Northeastern Section - 56th Annual Meeting - 2021

Paper No. 16-7
Presentation Time: 11:20 AM

STRATIGRAPHY OF VALLEY FILL DEPOSITS UPSTREAM OF A SMALL COLONIAL-AGE MILL DAM, WHITE CLAY CREEK, PENNSYLVANIA


DESONIER, Elizabeth, Newark, DE 19711; Dept. of Earth Science U of Delaware, 255 Academy St, University of Delaware, Newark, DE 19716, PIZZUTO, James E., Dept. of Earth Science U of Delaware, 255 Academy St, University of Delaware, Newark, DE 19716 and HUFFMAN, Max, University of Delaware, Department of Earth Sciences, 255 Academy St, Newark, DE 19716

We measured stratigraphic sections 1.91 km upstream of a 1-m high extant colonial mill dam on the W. Br. White Clay Creek in southeastern Pennsylvania. Exposed deposits can be divided into 4 characteristic facies: 1) matrix-supported (define roundness) cobbles and boulders; 2) clast-supported (define roundness) pebbles and cobbles; 3) Sand and mud with organic fragments (wood, leaves, stems); and 4) massive muddy sand and sandy mud.

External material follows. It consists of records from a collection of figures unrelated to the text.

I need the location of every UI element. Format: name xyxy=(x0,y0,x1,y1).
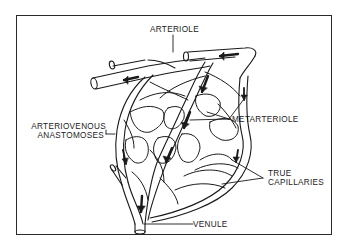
label-metarteriole: METARTERIOLE xyxy=(232,115,299,124)
label-arteriovenous: ARTERIOVENOUS xyxy=(30,122,106,131)
label-arteriole: ARTERIOLE xyxy=(150,25,199,34)
label-anastomoses: ANASTOMOSES xyxy=(30,131,104,140)
venule-vessel xyxy=(109,164,145,234)
label-capillaries: CAPILLARIES xyxy=(268,178,324,187)
label-true: TRUE xyxy=(268,169,292,178)
metarteriole-vessel xyxy=(145,62,251,224)
flow-arrows xyxy=(122,52,247,212)
label-venule: VENULE xyxy=(193,220,228,229)
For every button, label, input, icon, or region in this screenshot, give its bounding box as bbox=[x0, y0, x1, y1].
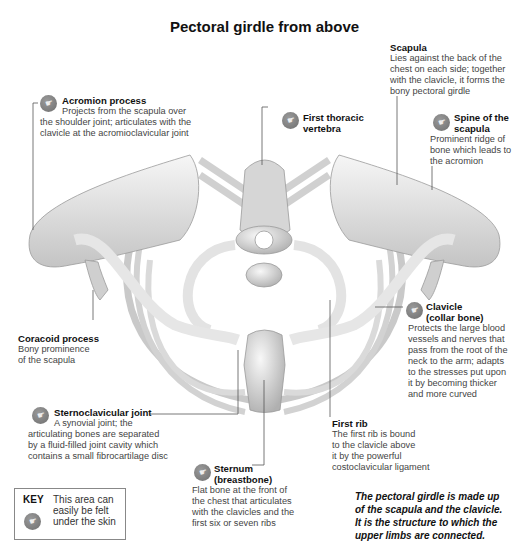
summary-line-4: upper limbs are connected. bbox=[355, 529, 529, 542]
acromion-desc-3: clavicle at the acromioclavicular joint bbox=[40, 128, 270, 139]
clavicle-desc-7: and more curved bbox=[408, 389, 529, 400]
sternum-heading-2: (breastbone) bbox=[192, 474, 322, 485]
first-rib-desc-4: costoclavicular ligament bbox=[332, 462, 462, 473]
scapula-desc-4: bony pectoral girdle bbox=[390, 86, 529, 97]
coracoid-heading: Coracoid process bbox=[18, 333, 138, 344]
spine-desc-2: bone which leads to bbox=[430, 145, 529, 156]
sternum-heading-1: Sternum bbox=[192, 463, 322, 474]
sternum-desc-2: the chest that articulates bbox=[192, 496, 322, 507]
clavicle-desc-6: it by becoming thicker bbox=[408, 378, 529, 389]
summary-line-1: The pectoral girdle is made up bbox=[355, 490, 529, 503]
label-first-thoracic-vertebra: First thoracic vertebra bbox=[303, 112, 383, 134]
sternoclavicular-desc-1: A synovial joint; the bbox=[28, 418, 188, 429]
acromion-desc-1: Projects from the scapula over bbox=[40, 106, 270, 117]
sternoclavicular-desc-4: contains a small fibrocartilage disc bbox=[28, 451, 188, 462]
first-thoracic-heading-2: vertebra bbox=[303, 123, 383, 134]
first-thoracic-heading-1: First thoracic bbox=[303, 112, 383, 123]
summary-line-3: It is the structure to which the bbox=[355, 516, 529, 529]
palpable-hand-icon: ☛ bbox=[282, 112, 299, 129]
acromion-desc-2: the shoulder joint; articulates with the bbox=[40, 117, 270, 128]
first-rib-heading: First rib bbox=[332, 418, 462, 429]
label-sternoclavicular-joint: Sternoclavicular joint A synovial joint;… bbox=[28, 407, 188, 462]
label-spine-of-scapula: Spine of the scapula Prominent ridge of … bbox=[430, 112, 529, 167]
legend-key: KEY ☛ This area can easily be felt under… bbox=[14, 488, 126, 540]
first-rib-desc-1: The first rib is bound bbox=[332, 429, 462, 440]
scapula-desc-2: chest on each side; together bbox=[390, 64, 529, 75]
summary-line-2: of the scapula and the clavicle. bbox=[355, 503, 529, 516]
clavicle-heading-2: (collar bone) bbox=[408, 312, 529, 323]
first-rib-desc-2: to the clavicle above bbox=[332, 440, 462, 451]
label-scapula: Scapula Lies against the back of the che… bbox=[390, 42, 529, 97]
key-title: KEY bbox=[23, 494, 44, 505]
key-text: This area can easily be felt under the s… bbox=[53, 494, 116, 527]
sternoclavicular-desc-2: articulating bones are separated bbox=[28, 429, 188, 440]
sternoclavicular-heading: Sternoclavicular joint bbox=[28, 407, 188, 418]
scapula-heading: Scapula bbox=[390, 42, 529, 53]
spine-desc-3: the acromion bbox=[430, 156, 529, 167]
scapula-desc-1: Lies against the back of the bbox=[390, 53, 529, 64]
sternum-desc-1: Flat bone at the front of bbox=[192, 485, 322, 496]
clavicle-desc-4: neck to the arm; adapts bbox=[408, 356, 529, 367]
sternum-desc-3: with the clavicles and the bbox=[192, 507, 322, 518]
sternum-desc-4: first six or seven ribs bbox=[192, 518, 322, 529]
scapula-desc-3: with the clavicle, it forms the bbox=[390, 75, 529, 86]
clavicle-desc-2: vessels and nerves that bbox=[408, 334, 529, 345]
key-line-2: easily be felt bbox=[53, 505, 116, 516]
label-first-rib: First rib The first rib is bound to the … bbox=[332, 418, 462, 473]
label-clavicle: Clavicle (collar bone) Protects the larg… bbox=[408, 301, 529, 400]
label-acromion-process: Acromion process Projects from the scapu… bbox=[40, 95, 270, 139]
label-sternum: Sternum (breastbone) Flat bone at the fr… bbox=[192, 463, 322, 529]
clavicle-desc-1: Protects the large blood bbox=[408, 323, 529, 334]
summary-text: The pectoral girdle is made up of the sc… bbox=[355, 490, 529, 542]
clavicle-desc-3: pass from the root of the bbox=[408, 345, 529, 356]
clavicle-heading-1: Clavicle bbox=[408, 301, 529, 312]
spine-heading-1: Spine of the bbox=[430, 112, 529, 123]
key-line-1: This area can bbox=[53, 494, 116, 505]
coracoid-desc-1: Bony prominence bbox=[18, 344, 138, 355]
spine-heading-2: scapula bbox=[430, 123, 529, 134]
acromion-heading: Acromion process bbox=[40, 95, 270, 106]
coracoid-desc-2: of the scapula bbox=[18, 355, 138, 366]
palpable-hand-icon: ☛ bbox=[24, 513, 41, 530]
label-coracoid-process: Coracoid process Bony prominence of the … bbox=[18, 333, 138, 366]
clavicle-desc-5: to the stresses put upon bbox=[408, 367, 529, 378]
spine-desc-1: Prominent ridge of bbox=[430, 134, 529, 145]
sternoclavicular-desc-3: by a fluid-filled joint cavity which bbox=[28, 440, 188, 451]
first-rib-desc-3: it by the powerful bbox=[332, 451, 462, 462]
key-line-3: under the skin bbox=[53, 516, 116, 527]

Matrix-supported gravels are interpreted as colluvium; these deposits are extensive, often overlie bedrock, and may be exhibit deformed strata suggesting transport by mass wasting. Clast-supported gravels are basal deposits exposed as thin (< 0.5 m) layers, often immediately overlying matrix-supported gravels (colluvium), occasionally preserved as triangular-shaped lenses ~10m long and < 1 m thick. These deposits are interpreted as channel gravels, while the triangular lenses represent buried bars. At two sections, basal gravels are overlain by decimeter-thick, laterally discontinuous layers of sand and mud with abundant organic fragments. Leaves and wood from these deposits yield radiocarbon dates of 308-473 and 918-1000 years B.P., indicating that these deposits pre-date European settlement and its associated watershed disturbance. Massive muddy sand and sandy mud represent the uppermost 0.5 - 2 m of nearly all the sections. Excavations of exposed tree roots and dendrochronology demonstrate that the upper decimeters are contemporary overbank deposits. Deeper layers have similar characteristics and are therefore also interpreted as overbank deposits. A decimeter-thick, dark-colored layer is exposed at a few locations at depths of ~ 1m within this unit; this is interpreted as a buried A horizon representing the elevation of a slowly aggrading floodplain before European settlement. Overbank deposits increase in thickness immediately upstream of the mill dam, but laminated deposits typical of subaqueous deposition in mill ponds are absent. Valley-fill deposits of our study area are a complex mosaic of colluvium (likely pre-Holocene in age), pre-Settlement alluvium consisting of channel and bar gravels, low-lying floodplain deposits, and small localized wetland deposits, and post-Settlement overbank and lateral accretion deposits.